Over the past few years, the proliferation of virtual publishing tools has made it fairly easy for the average person to construct, populate, and maintain a Website. While this would seem to be a good thing, there is one minor downside to the trend: the proliferation of virtual publishing tools has made it fairly easy for the average person to construct, populate, and maintain a Website.
It's so easy to put up a Website that everyone seems to have one. According to a recent Pew Internet and American Life Project survey, fully 13 percent of U.S. Internet surfers now have their own home pages, which works out to about 7 million individual Websites, or one for every person in Massachusetts. Ten-year-olds now have their own home pages.
This desire to get something up on the Web is not confined to bloggers, either. Many businesses have a crush of external and internal corporate Websites, first spawned by the dot-com frenzy of the 1990s. Typically, the internal sites are grouped around lines of business, departments, functions, even new-product releases.
Like Oobleck, this space junk has gummed up the works. Take the case of Charlotte, North Carolina-based Bank of America. Three years ago, its senior executives began assessing the organization's explosion of internal sites. The results were startling. "We had nearly 2,000 sites," recalls Sunil Rajpal, senior vice president and associate segment executive at BofA. "Every Windows engineer thought they should have their own Website on their PC."
To get a handle on this virtual sprawl, which also diluted the bank's branding efforts, BofA turned to portal technology. Portals, which combine information, dashboards, and intranet links into a single desktop display (a la Yahoo), enable workers to access different applications, databases, and Websites from one screen. Deploying a portal developed by Austin, Texas-based software provider Vignette Corp., BofA began to consolidate and otherwise deep-six nearly 1,200 of its former intranets. By next year, says Rajpal, it should be down to about 300 internal Websites.
"Desktop of the Future"
Bank of America is not alone in its desire to eliminate 'Net flotsam. In a recent survey conducted by the Society for Information Management, technology executives listed Website-complexity reduction among their top 10 IT initiatives for the coming year. Self-service sites for benefits administration have been around for years, of course. But lately, companies have been deploying more-expansive portals in some very creative, muddle-reducing ways.
Mazda North America Operations, for instance, has rolled out a portal for sales and customer-service field managers overseeing the automaker's 700 North American dealerships. Built with applications from Plumtree Software Inc., the portal dramatically reduces the time it takes Mazda field managers to collect performance data, track sales targets, and otherwise prepare for review sessions with dealers.
In a similar vein, diversified Houston-based energy specialist Halliburton Corp. has merged several enterprise-resource-planning (ERP) functions into a customer portal serving some 5,000 registered users. Among other things, myHalliburton.com allows engineers to search a database of more than 3,000 data sheets and best practices for energy exploration and drilling. The gateway enhances collaboration between customers and employees, and allows accounts-payable staffers to check invoices and field tickets, speeding the resolution of account disputes.
As portal standards evolve, expect to see greater use of the technology. At East Hartford, Connecticut-based engine maker Pratt & Whitney, a unit of United Technologies Corp., controller Corliss Montesi says her group already uses a portal to gather quarterly reporting information.
Experts say that in time, companies will be setting up secure online communities where finance staffers can collaborate virtually with independent auditors. And once multimedia features like streaming video make their way onto portal platforms, computer-to-computer conferencing may finally catch on.
The possibilities are limitless. Says Nils Gilman, director of product marketing (WebLogic Portal) at vendor BEA Systems Inc.: "We see portals as the enterprise desktop of the future."
A Promise Revived
Until recently, portals seemed doomed to become the enterprise desktops of the past. Early content-aggregation technology, offering little more than link farms, failed to deliver desktop access to information and applications. Then in the late 1990s, vendors began extracting data from underlying programs and presenting it in a single interface. It was a forward step, but the point-to-point connection required massive amounts of coding. And users themselves generally had to complete the last mile, cutting and pasting together information gathered from different programs. The result? "You ended up with a lot of siloed portal projects," says David Gootzit, research director (applied research) at tech consultancy Gartner.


## WHAT IS NEEDED
The full set of entries has to be output exactly.

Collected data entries
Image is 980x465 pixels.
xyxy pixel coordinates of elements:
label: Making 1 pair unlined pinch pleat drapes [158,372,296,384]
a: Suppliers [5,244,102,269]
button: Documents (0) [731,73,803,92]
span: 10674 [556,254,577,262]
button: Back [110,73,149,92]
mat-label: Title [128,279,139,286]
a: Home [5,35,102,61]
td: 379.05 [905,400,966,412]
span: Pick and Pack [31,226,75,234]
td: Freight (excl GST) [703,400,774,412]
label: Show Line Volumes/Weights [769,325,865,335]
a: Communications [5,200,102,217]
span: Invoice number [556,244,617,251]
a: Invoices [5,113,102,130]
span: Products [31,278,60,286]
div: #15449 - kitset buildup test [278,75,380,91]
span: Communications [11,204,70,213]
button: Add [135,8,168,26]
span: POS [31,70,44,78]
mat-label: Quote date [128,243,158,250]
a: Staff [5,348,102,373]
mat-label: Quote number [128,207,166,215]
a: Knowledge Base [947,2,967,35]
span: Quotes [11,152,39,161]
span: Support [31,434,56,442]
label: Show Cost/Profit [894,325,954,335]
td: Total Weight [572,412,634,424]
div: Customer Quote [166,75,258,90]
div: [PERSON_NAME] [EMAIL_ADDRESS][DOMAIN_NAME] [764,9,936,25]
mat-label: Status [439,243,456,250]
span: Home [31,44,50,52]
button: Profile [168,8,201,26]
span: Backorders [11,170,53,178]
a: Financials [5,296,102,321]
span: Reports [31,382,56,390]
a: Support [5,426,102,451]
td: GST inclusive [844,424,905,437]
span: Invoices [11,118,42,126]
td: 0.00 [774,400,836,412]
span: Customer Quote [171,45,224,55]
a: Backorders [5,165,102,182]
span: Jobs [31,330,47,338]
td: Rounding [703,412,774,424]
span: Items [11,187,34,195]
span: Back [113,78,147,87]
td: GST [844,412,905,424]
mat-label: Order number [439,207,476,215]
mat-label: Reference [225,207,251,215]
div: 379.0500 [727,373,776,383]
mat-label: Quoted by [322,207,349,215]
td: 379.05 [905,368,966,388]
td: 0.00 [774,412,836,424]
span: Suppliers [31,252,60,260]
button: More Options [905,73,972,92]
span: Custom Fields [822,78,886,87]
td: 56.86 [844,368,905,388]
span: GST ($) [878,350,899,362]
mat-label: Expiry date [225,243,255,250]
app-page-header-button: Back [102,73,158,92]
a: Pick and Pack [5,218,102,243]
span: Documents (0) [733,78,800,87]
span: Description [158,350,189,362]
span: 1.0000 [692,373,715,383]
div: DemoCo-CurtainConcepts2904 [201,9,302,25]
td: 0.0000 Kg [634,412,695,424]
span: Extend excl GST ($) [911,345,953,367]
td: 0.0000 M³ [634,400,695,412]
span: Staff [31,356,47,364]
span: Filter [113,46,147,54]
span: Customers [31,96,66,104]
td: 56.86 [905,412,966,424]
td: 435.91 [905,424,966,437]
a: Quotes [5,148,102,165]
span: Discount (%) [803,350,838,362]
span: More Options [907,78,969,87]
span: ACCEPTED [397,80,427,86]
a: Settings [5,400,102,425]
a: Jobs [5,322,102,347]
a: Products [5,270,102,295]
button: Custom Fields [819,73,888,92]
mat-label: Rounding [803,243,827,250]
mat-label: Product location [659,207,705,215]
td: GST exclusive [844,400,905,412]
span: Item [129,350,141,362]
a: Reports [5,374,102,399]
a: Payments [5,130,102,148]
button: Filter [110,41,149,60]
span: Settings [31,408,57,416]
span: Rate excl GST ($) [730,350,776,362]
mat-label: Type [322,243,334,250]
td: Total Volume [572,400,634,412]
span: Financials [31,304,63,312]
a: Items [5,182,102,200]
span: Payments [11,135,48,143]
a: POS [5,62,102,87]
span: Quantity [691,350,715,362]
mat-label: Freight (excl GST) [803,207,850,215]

## SOLUTION TO THE PROBLEM
Image is 980x465 pixels.
xyxy pixel coordinates of elements:
label: Making 1 pair unlined pinch pleat drapes [158,372,296,384]
a: Suppliers [5,244,102,269]
button: Documents (0) [731,73,803,92]
span: 10674 [556,254,577,262]
button: Back [110,73,149,92]
mat-label: Title [128,279,139,286]
a: Home [5,35,102,61]
td: 379.05 [905,400,966,412]
span: Pick and Pack [31,226,75,234]
td: Freight (excl GST) [703,400,774,412]
label: Show Line Volumes/Weights [769,325,865,335]
a: Communications [5,200,102,217]
span: Invoice number [556,244,617,251]
a: Invoices [5,113,102,130]
span: Products [31,278,60,286]
div: #15449 - kitset buildup test [278,75,380,91]
span: Communications [11,204,70,213]
button: Add [135,8,168,26]
span: POS [31,70,44,78]
mat-label: Quote date [128,243,158,250]
a: Staff [5,348,102,373]
mat-label: Quote number [128,207,166,215]
a: Knowledge Base [947,2,967,35]
span: Quotes [11,152,39,161]
span: Support [31,434,56,442]
label: Show Cost/Profit [894,325,954,335]
td: Total Weight [572,412,634,424]
div: Customer Quote [166,75,258,90]
div: [PERSON_NAME] [EMAIL_ADDRESS][DOMAIN_NAME] [764,9,936,25]
mat-label: Status [439,243,456,250]
span: Home [31,44,50,52]
button: Profile [168,8,201,26]
span: Backorders [11,170,53,178]
a: Financials [5,296,102,321]
span: Reports [31,382,56,390]
a: Support [5,426,102,451]
td: GST inclusive [844,424,905,437]
span: Invoices [11,118,42,126]
td: 0.00 [774,400,836,412]
span: Customer Quote [171,45,224,55]
a: Backorders [5,165,102,182]
span: Jobs [31,330,47,338]
td: Rounding [703,412,774,424]
span: Items [11,187,34,195]
span: Back [113,78,147,87]
td: GST [844,412,905,424]
mat-label: Order number [439,207,476,215]
mat-label: Reference [225,207,251,215]
div: 379.0500 [727,373,776,383]
mat-label: Quoted by [322,207,349,215]
td: 379.05 [905,368,966,388]
td: 0.00 [774,412,836,424]
span: Suppliers [31,252,60,260]
button: More Options [905,73,972,92]
span: Custom Fields [822,78,886,87]
td: 56.86 [844,368,905,388]
span: GST ($) [878,350,899,362]
mat-label: Expiry date [225,243,255,250]
app-page-header-button: Back [102,73,158,92]
a: Pick and Pack [5,218,102,243]
span: Documents (0) [733,78,800,87]
span: Description [158,350,189,362]
span: 1.0000 [692,373,715,383]
div: DemoCo-CurtainConcepts2904 [201,9,302,25]
td: 0.0000 Kg [634,412,695,424]
span: Extend excl GST ($) [911,345,953,367]
td: 0.0000 M³ [634,400,695,412]
span: Staff [31,356,47,364]
span: Filter [113,46,147,54]
span: Customers [31,96,66,104]
td: 56.86 [905,412,966,424]
td: 435.91 [905,424,966,437]
a: Quotes [5,148,102,165]
span: Discount (%) [803,350,838,362]
span: More Options [907,78,969,87]
span: ACCEPTED [397,80,427,86]
a: Settings [5,400,102,425]
a: Jobs [5,322,102,347]
a: Products [5,270,102,295]
button: Custom Fields [819,73,888,92]
mat-label: Rounding [803,243,827,250]
mat-label: Product location [659,207,705,215]
td: GST exclusive [844,400,905,412]
span: Item [129,350,141,362]
a: Reports [5,374,102,399]
a: Payments [5,130,102,148]
button: Filter [110,41,149,60]
span: Settings [31,408,57,416]
span: Rate excl GST ($) [730,350,776,362]
mat-label: Type [322,243,334,250]
td: Total Volume [572,400,634,412]
span: Financials [31,304,63,312]
a: Items [5,182,102,200]
span: Payments [11,135,48,143]
a: POS [5,62,102,87]
span: Quantity [691,350,715,362]
mat-label: Freight (excl GST) [803,207,850,215]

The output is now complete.